• chris@l.roofo.cc
      link
      fedilink
      English
      arrow-up
      0
      ·
      4 months ago

      IPv6 changed some things. First and foremost it has a huge address space:

      • IPv4: 4294967296 (2^32)
      • IPv6: 340282366920938463463374607431768211456 (2^128)

      Then they simplyfied some things:

      • Removed Broadcast in favor of Multicast and Anycast
      • Added autoconfiguration without a DHCP server
      • Better subnetting support

      And much more

      • ngn@lemy.lol
        link
        fedilink
        English
        arrow-up
        0
        ·
        edit-2
        4 months ago
        • we already have enough IPv4 addresses thanks to stuff such as NAT and CG-NAT, these devices also protect the end-user by not directly exposing their IP to the internet
        • what’s the problem with broadcast? also afaik IPv4 also supports multicast
        • what’s the problem with IPv4 subnetting?
        • chris@l.roofo.cc
          link
          fedilink
          arrow-up
          1
          ·
          4 months ago

          In my opinion NAT is a hack that makes lot of things harder than they should be. STUN and TURN are services that are created because there is no easy way to connect two hosts between different NATs. UPnP for port forwarding is another. CG-NAT is even worse. I have heard of so many people having problems with it.

          Breadcast is messy. It is like screaming into a room and waiting for an answer. Multicast lets the computer decide if it wants and needs to listen to a specific group message.

          IPv4 didn’t have cidr from the beginning. They only had classes. IPv6 was designed with complex routing and sub routing in mind.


**WHAT IS NEEDED:**
All lines holding the word "field" are to be copied from the records beneath.

**EXERCISE DATA:**
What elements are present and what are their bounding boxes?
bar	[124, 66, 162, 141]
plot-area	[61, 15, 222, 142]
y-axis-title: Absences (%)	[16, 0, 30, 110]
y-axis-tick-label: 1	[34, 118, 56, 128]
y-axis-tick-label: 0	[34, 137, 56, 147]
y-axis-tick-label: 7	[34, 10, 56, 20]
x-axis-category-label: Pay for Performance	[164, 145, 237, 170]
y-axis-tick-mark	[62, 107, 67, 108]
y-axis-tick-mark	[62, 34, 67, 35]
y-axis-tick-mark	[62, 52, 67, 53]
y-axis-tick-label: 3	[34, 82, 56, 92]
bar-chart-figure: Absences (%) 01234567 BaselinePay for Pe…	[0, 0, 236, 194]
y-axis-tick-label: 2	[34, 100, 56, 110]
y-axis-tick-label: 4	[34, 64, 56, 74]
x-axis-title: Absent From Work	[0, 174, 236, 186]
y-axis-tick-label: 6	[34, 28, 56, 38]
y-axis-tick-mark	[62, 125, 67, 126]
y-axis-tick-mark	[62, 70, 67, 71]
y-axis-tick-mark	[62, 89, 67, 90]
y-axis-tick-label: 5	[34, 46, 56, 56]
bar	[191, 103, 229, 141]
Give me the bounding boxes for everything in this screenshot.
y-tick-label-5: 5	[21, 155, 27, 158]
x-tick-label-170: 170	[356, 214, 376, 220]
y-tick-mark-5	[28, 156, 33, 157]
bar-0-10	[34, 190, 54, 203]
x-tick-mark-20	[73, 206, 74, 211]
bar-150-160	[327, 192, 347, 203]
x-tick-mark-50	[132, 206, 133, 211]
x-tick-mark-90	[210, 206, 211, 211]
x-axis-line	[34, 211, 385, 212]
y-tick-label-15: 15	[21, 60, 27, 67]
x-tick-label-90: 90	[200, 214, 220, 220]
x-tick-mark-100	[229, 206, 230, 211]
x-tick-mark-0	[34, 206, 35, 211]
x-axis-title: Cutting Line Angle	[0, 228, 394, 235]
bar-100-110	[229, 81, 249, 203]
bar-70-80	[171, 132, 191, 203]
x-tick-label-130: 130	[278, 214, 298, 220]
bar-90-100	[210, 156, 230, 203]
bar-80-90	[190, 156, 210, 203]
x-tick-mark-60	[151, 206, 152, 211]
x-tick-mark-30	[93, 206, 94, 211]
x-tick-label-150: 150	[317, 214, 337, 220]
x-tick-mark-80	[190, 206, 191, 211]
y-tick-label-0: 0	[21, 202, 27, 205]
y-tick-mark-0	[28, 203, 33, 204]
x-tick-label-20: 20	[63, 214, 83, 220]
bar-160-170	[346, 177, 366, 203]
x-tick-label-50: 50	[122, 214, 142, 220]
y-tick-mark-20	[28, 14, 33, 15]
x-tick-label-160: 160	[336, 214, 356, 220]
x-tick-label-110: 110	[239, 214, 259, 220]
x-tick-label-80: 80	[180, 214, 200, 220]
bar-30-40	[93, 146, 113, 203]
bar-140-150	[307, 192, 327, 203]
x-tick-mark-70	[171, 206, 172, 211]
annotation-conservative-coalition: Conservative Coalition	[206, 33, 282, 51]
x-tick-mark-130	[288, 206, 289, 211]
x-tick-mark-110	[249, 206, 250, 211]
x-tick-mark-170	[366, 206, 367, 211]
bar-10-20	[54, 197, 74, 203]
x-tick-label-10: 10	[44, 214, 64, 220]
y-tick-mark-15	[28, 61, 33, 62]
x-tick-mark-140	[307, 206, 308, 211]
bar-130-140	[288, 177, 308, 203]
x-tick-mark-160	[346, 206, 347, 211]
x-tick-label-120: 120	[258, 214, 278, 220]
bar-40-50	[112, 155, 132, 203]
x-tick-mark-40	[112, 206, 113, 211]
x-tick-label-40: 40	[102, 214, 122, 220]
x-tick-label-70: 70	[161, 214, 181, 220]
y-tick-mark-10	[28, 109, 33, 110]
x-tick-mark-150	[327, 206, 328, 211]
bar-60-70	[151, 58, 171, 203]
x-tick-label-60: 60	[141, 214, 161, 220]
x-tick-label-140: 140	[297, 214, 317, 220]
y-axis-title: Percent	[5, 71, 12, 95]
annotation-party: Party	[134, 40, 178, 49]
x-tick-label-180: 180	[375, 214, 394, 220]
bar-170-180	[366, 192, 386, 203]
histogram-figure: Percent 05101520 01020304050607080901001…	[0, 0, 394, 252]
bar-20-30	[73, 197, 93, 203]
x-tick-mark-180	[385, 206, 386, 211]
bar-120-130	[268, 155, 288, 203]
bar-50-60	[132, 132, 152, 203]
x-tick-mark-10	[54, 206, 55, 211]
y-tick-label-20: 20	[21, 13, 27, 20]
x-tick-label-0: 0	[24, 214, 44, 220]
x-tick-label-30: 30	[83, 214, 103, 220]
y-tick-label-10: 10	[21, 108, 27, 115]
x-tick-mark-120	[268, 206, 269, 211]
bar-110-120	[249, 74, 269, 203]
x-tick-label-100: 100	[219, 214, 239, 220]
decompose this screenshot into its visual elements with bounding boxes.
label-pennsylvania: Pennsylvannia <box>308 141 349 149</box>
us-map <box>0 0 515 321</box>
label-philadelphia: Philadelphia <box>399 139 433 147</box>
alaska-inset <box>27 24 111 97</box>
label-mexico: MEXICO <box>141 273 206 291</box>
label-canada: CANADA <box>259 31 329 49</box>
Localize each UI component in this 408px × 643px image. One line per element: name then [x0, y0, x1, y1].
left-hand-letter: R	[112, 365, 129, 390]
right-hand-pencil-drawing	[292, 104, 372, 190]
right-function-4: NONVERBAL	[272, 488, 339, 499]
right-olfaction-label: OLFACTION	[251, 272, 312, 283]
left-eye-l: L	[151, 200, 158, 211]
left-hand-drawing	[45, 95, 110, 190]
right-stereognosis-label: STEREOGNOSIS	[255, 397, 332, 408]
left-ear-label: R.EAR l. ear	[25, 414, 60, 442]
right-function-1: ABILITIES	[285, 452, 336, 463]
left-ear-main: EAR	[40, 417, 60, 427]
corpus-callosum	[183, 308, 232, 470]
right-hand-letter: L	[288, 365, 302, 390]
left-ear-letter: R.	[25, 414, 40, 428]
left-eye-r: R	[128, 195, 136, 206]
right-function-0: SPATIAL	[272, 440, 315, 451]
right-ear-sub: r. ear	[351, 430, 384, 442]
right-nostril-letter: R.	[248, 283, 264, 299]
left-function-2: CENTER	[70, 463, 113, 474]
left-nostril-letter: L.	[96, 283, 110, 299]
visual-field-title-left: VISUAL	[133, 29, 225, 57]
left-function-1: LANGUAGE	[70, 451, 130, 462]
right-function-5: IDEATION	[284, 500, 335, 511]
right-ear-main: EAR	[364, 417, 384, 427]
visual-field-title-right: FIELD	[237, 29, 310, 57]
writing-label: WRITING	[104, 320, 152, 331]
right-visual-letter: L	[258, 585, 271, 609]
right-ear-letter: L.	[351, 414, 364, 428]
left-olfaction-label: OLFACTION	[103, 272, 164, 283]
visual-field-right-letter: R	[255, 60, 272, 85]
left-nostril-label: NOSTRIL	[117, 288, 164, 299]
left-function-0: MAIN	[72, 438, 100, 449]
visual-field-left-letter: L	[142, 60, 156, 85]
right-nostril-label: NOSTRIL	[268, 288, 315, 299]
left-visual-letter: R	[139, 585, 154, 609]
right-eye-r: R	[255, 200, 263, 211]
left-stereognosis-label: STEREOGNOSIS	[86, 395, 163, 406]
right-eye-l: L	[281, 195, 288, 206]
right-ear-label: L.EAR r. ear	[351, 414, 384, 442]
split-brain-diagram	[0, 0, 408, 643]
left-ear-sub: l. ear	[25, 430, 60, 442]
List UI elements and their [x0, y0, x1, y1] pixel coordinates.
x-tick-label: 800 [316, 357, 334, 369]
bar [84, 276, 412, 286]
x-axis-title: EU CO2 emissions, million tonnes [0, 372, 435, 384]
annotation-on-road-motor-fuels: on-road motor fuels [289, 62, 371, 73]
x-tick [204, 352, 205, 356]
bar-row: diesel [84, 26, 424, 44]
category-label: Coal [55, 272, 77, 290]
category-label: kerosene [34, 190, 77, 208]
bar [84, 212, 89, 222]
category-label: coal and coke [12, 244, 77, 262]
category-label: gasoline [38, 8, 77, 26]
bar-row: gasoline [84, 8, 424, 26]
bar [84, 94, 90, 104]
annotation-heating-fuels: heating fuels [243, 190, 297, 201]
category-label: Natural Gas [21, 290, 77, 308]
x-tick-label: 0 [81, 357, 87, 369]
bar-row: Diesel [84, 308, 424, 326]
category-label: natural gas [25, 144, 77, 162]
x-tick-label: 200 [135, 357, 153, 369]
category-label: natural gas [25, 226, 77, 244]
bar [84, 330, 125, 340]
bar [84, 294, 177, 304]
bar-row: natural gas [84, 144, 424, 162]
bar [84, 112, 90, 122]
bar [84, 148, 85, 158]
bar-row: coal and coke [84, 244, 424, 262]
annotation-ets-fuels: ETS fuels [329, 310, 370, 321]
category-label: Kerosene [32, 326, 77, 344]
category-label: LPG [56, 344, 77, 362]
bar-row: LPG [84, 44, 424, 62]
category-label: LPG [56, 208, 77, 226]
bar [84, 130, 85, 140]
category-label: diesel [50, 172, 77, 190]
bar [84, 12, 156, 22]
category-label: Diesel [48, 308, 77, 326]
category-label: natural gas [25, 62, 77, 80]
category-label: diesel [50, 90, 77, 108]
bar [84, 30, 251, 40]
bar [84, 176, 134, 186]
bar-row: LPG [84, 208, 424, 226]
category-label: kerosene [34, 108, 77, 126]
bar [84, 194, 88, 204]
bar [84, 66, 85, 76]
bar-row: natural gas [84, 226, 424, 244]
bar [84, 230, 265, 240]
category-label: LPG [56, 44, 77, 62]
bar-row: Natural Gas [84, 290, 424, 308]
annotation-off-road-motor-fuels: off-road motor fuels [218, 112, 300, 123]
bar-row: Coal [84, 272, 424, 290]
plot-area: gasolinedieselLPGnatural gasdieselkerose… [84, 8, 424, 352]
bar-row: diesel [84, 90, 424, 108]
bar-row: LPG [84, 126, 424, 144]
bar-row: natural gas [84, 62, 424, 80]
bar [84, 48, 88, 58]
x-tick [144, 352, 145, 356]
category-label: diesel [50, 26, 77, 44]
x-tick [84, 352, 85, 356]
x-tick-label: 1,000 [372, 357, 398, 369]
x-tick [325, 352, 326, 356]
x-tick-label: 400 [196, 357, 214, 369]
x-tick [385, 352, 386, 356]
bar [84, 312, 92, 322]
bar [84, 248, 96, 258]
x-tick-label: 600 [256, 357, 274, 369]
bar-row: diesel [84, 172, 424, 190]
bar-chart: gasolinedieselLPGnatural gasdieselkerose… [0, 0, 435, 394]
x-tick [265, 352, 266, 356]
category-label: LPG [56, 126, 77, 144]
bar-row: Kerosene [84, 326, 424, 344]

**TASK OUTPUT:**
visual-field-title-left: VISUAL	[133, 29, 225, 57]
visual-field-title-right: FIELD	[237, 29, 310, 57]
visual-field-right-letter: R	[255, 60, 272, 85]
visual-field-left-letter: L	[142, 60, 156, 85]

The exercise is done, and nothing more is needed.